When the Bush administration rewrote the rules for dealing with prisoners after 9/11, needlessly scrapping the Geneva Conventions and American law, …

Torture was a tool in the campaign to exploit 9/11 so that fearful Americans would support a war that had nothing to do with Al Qaeda. …

… From the secret sites in Afghanistan, Thailand and Eastern Europe where C.I.A. teams held Qaeda terrorists, questions for the lawyers at C.I.A. headquarters arrived daily. Nervous interrogators wanted to know: Are we breaking the laws against torture? …

And we mustn’t depart from our appreciation of the Times without at least a word of respect for that famous intelligence leak of 2005 “Bush Lets U.S. Spy on Callers Without Courts” — the affair of the warrantless wiretaps.

Months after the Sept. 11 attacks, President Bush secretly authorized the National Security Agency to eavesdrop on Americans and others inside the United States to search for evidence of terrorist activity without the court-approved warrants ordinarily required for domestic spying, according to government officials.

Under a presidential order signed in 2002, the intelligence agency has monitored the international telephone calls and international e-mail messages of hundreds, perhaps thousands, of people inside the United States without warrants over the past three years in an effort to track possible “dirty numbers” linked to Al Qaeda, the officials said. The agency, they said, still seeks warrants to monitor entirely domestic communications. …
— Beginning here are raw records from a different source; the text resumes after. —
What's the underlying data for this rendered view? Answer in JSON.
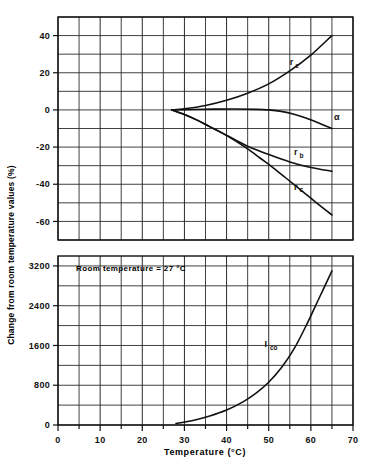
{
  "figure": {
    "background": "#ffffff",
    "ink": "#111111",
    "gridline_color": "#2b2b2b",
    "annotation": "Room  temperature = 27 °C"
  },
  "axis": {
    "x_title": "Temperature  (°C)",
    "y_title": "Change from room temperature values (%)",
    "x_ticks": [
      "0",
      "10",
      "20",
      "30",
      "40",
      "50",
      "60",
      "70"
    ],
    "x_tick_values": [
      0,
      10,
      20,
      30,
      40,
      50,
      60,
      70
    ],
    "x_minor_step": 5,
    "top_y_ticks": [
      "40",
      "20",
      "0",
      "-20",
      "-40",
      "-60"
    ],
    "top_y_tick_values": [
      40,
      20,
      0,
      -20,
      -40,
      -60
    ],
    "bottom_y_ticks": [
      "3200",
      "2400",
      "1600",
      "800",
      "0"
    ],
    "bottom_y_tick_values": [
      3200,
      2400,
      1600,
      800,
      0
    ]
  },
  "chart_data": {
    "type": "line",
    "title": "",
    "subtitle": "",
    "xlabel": "Temperature  (°C)",
    "ylabel": "Change from room temperature values (%)",
    "annotations": [
      {
        "text": "Room  temperature = 27 °C",
        "x": 22,
        "y": 3050,
        "panel": "bottom"
      }
    ],
    "grid": true,
    "legend_position": "inline-curve-labels",
    "panels": [
      {
        "name": "top",
        "ylabel": "Change from room temperature values (%)",
        "xlim": [
          0,
          70
        ],
        "ylim": [
          -70,
          50
        ],
        "y_major_step": 20,
        "y_grid_step": 10,
        "x_grid_step": 5,
        "series": [
          {
            "name": "re",
            "label": "r",
            "sublabel": "e",
            "label_x": 55,
            "label_y": 24,
            "x": [
              27,
              30,
              35,
              40,
              45,
              50,
              55,
              60,
              65
            ],
            "y": [
              0,
              0.6,
              2.4,
              5.2,
              9.0,
              14.0,
              21.0,
              29.5,
              40.0
            ]
          },
          {
            "name": "alpha",
            "label": "α",
            "sublabel": "",
            "label_x": 65.5,
            "label_y": -5.5,
            "x": [
              27,
              32,
              37,
              42,
              47,
              50,
              53,
              56,
              59,
              62,
              65
            ],
            "y": [
              0,
              0.2,
              0.4,
              0.5,
              0.3,
              0.0,
              -0.8,
              -2.3,
              -4.5,
              -7.2,
              -10.0
            ]
          },
          {
            "name": "rb",
            "label": "r",
            "sublabel": "b",
            "label_x": 56,
            "label_y": -24.5,
            "x": [
              27,
              30,
              33,
              36,
              39,
              42,
              45,
              50,
              55,
              60,
              65
            ],
            "y": [
              0,
              -2.5,
              -5.5,
              -9.0,
              -12.5,
              -16.0,
              -19.5,
              -24.0,
              -28.0,
              -31.0,
              -33.0
            ]
          },
          {
            "name": "rc",
            "label": "r",
            "sublabel": "c",
            "label_x": 56,
            "label_y": -43.0,
            "x": [
              27,
              30,
              33,
              36,
              39,
              42,
              45,
              48,
              51,
              54,
              57,
              60,
              63,
              65
            ],
            "y": [
              0,
              -2.5,
              -5.5,
              -9.0,
              -12.5,
              -16.5,
              -21.0,
              -26.0,
              -31.0,
              -36.5,
              -42.0,
              -47.5,
              -53.0,
              -56.5
            ]
          }
        ]
      },
      {
        "name": "bottom",
        "xlim": [
          0,
          70
        ],
        "ylim": [
          0,
          3400
        ],
        "y_major_step": 800,
        "y_grid_step": 400,
        "x_grid_step": 5,
        "series": [
          {
            "name": "Ico",
            "label": "I",
            "sublabel": "co",
            "label_x": 49,
            "label_y": 1560,
            "x": [
              28,
              32,
              36,
              40,
              44,
              47,
              50,
              53,
              56,
              59,
              62,
              65
            ],
            "y": [
              30,
              90,
              180,
              300,
              470,
              640,
              860,
              1150,
              1530,
              2020,
              2560,
              3100
            ]
          }
        ]
      }
    ]
  }
}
And as we all recall, the Times, which had very nearly been hauled into court on criminal charges over this matter, suceeded by this deft stroke and the subsequent coverage, in forcing then president Bush to abandon the program — placing yet another obstacle in the way of the hated American spies. A true victory for the faithful forces of the caliphate.
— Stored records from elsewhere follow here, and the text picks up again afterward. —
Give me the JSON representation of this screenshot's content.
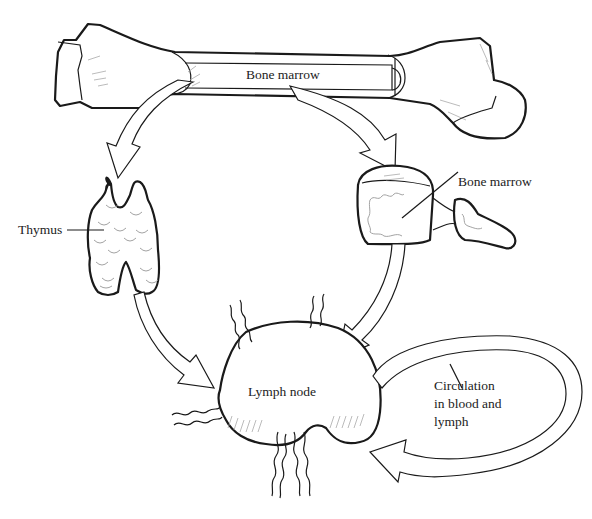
{
  "diagram": {
    "labels": {
      "bone_marrow_long_bone": "Bone marrow",
      "bone_marrow_vertebra": "Bone marrow",
      "thymus": "Thymus",
      "lymph_node": "Lymph node",
      "circulation_line1": "Circulation",
      "circulation_line2": "in blood and",
      "circulation_line3": "lymph"
    },
    "nodes": [
      {
        "id": "femur",
        "label": "Bone marrow"
      },
      {
        "id": "thymus",
        "label": "Thymus"
      },
      {
        "id": "vertebra",
        "label": "Bone marrow"
      },
      {
        "id": "lymph-node",
        "label": "Lymph node"
      },
      {
        "id": "circulation",
        "label": "Circulation in blood and lymph"
      }
    ],
    "edges": [
      {
        "from": "femur",
        "to": "thymus"
      },
      {
        "from": "femur",
        "to": "vertebra"
      },
      {
        "from": "thymus",
        "to": "lymph-node"
      },
      {
        "from": "vertebra",
        "to": "lymph-node"
      },
      {
        "from": "lymph-node",
        "to": "circulation"
      },
      {
        "from": "circulation",
        "to": "lymph-node"
      }
    ],
    "colors": {
      "stroke": "#1a1a1a",
      "background": "#ffffff",
      "text": "#222222"
    }
  }
}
But this is not to say that the Times has been remiss in the matter of arguing the case for their friends … and our enemies. Just to finish up by giving the newspaper due credit for spreading the Islamo-fascist message, I will just cherry-pick a few quotes from a randomly chosen article, the first to come up in Google for the terms “Israel Hamas” on NYTimes.com:

Israel’s deadly commando raid on a flotilla seeking to break the three-year Israeli embargo on Gaza has once again pushed the Islamist Palestinian movement Hamas into the forefront of Middle East politics. …

As the government of Israel comes under sustained international criticism over the killings of civilians in international waters, the ramifications may prove more wide-reaching, …
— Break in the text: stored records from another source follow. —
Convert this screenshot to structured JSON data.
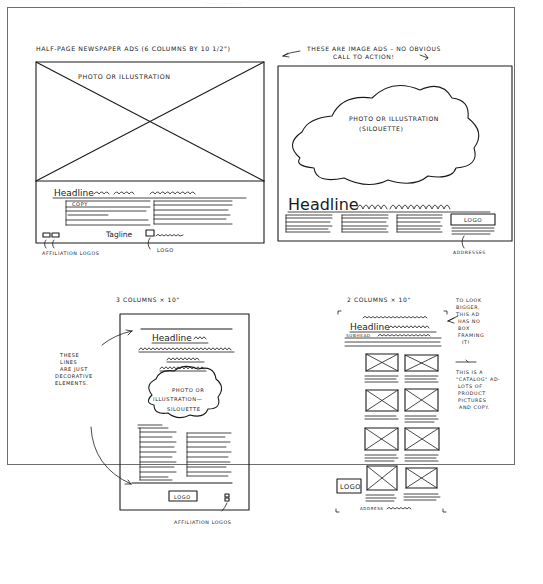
{
  "sheet": {
    "title": "Half-page newspaper ad sketches",
    "top_caption": "HALF-PAGE NEWSPAPER ADS (6 COLUMNS BY 10 1/2\")",
    "top_note_line1": "THESE ARE IMAGE ADS – NO OBVIOUS",
    "top_note_line2": "CALL TO ACTION!"
  },
  "ad1": {
    "photo_label": "PHOTO OR ILLUSTRATION",
    "headline": "Headline",
    "copy_label": "COPY",
    "tagline": "Tagline",
    "callout_affiliation": "AFFILIATION LOGOS",
    "callout_logo": "LOGO"
  },
  "ad2": {
    "photo_label_line1": "PHOTO OR ILLUSTRATION",
    "photo_label_line2": "(SILOUETTE)",
    "headline": "Headline",
    "logo_label": "LOGO",
    "callout_address": "ADDRESSES"
  },
  "ad3": {
    "size_label": "3 COLUMNS × 10\"",
    "headline": "Headline",
    "photo_label_line1": "PHOTO OR",
    "photo_label_line2": "ILLUSTRATION—",
    "photo_label_line3": "SILOUETTE",
    "logo_label": "LOGO",
    "callout_affiliation": "AFFILIATION LOGOS",
    "note_lines": [
      "THESE",
      "LINES",
      "ARE JUST",
      "DECORATIVE",
      "ELEMENTS."
    ]
  },
  "ad4": {
    "size_label": "2 COLUMNS × 10\"",
    "headline": "Headline",
    "subhead": "SUBHEAD",
    "logo_label": "LOGO",
    "address_label": "ADDRESS",
    "note1_lines": [
      "TO LOOK",
      "BIGGER,",
      "THIS AD",
      "HAS NO",
      "BOX",
      "FRAMING",
      "IT!"
    ],
    "note2_lines": [
      "THIS IS A",
      "\"CATALOG\" AD-",
      "LOTS OF",
      "PRODUCT",
      "PICTURES",
      "AND COPY."
    ]
  }
}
Israel insists the blockade is necessary to stop arms flowing to Hamas, but Palestinians and international human rights organizations condemn them as collective punishment of Gaza’s 1.5 million Palestinians. …

… Mr. Farrell and Prof. Milton-Edwards argue that although Hamas is chiefly notorious in the West for its shootings, suicide bombings and rocket attacks on Israel, the key to its political success is that it has also spent decades … creating an extensive social welfare network of orphanages, summer camps, mosques, medical facilities and charities. …

Hamas also has a reputation for honesty and integrity

Israel’s 40-year occupation of the Palestinian Territories and the continued expansion of Jewish settlements.

As its stock continues to plummet, and its credibility among reasonable Americans continues to evaporate, the NY Times continues to soldier on, committed above all else to the progressive/communist/progressive/liberal agenda, and the cause of America’s enemies.

Worst of all, the Times remains the paper of record for much of America’s elite. Its quality reporting, what remains of it, serves only as a lure, to lend the prestige of truth to its toxic propaganda.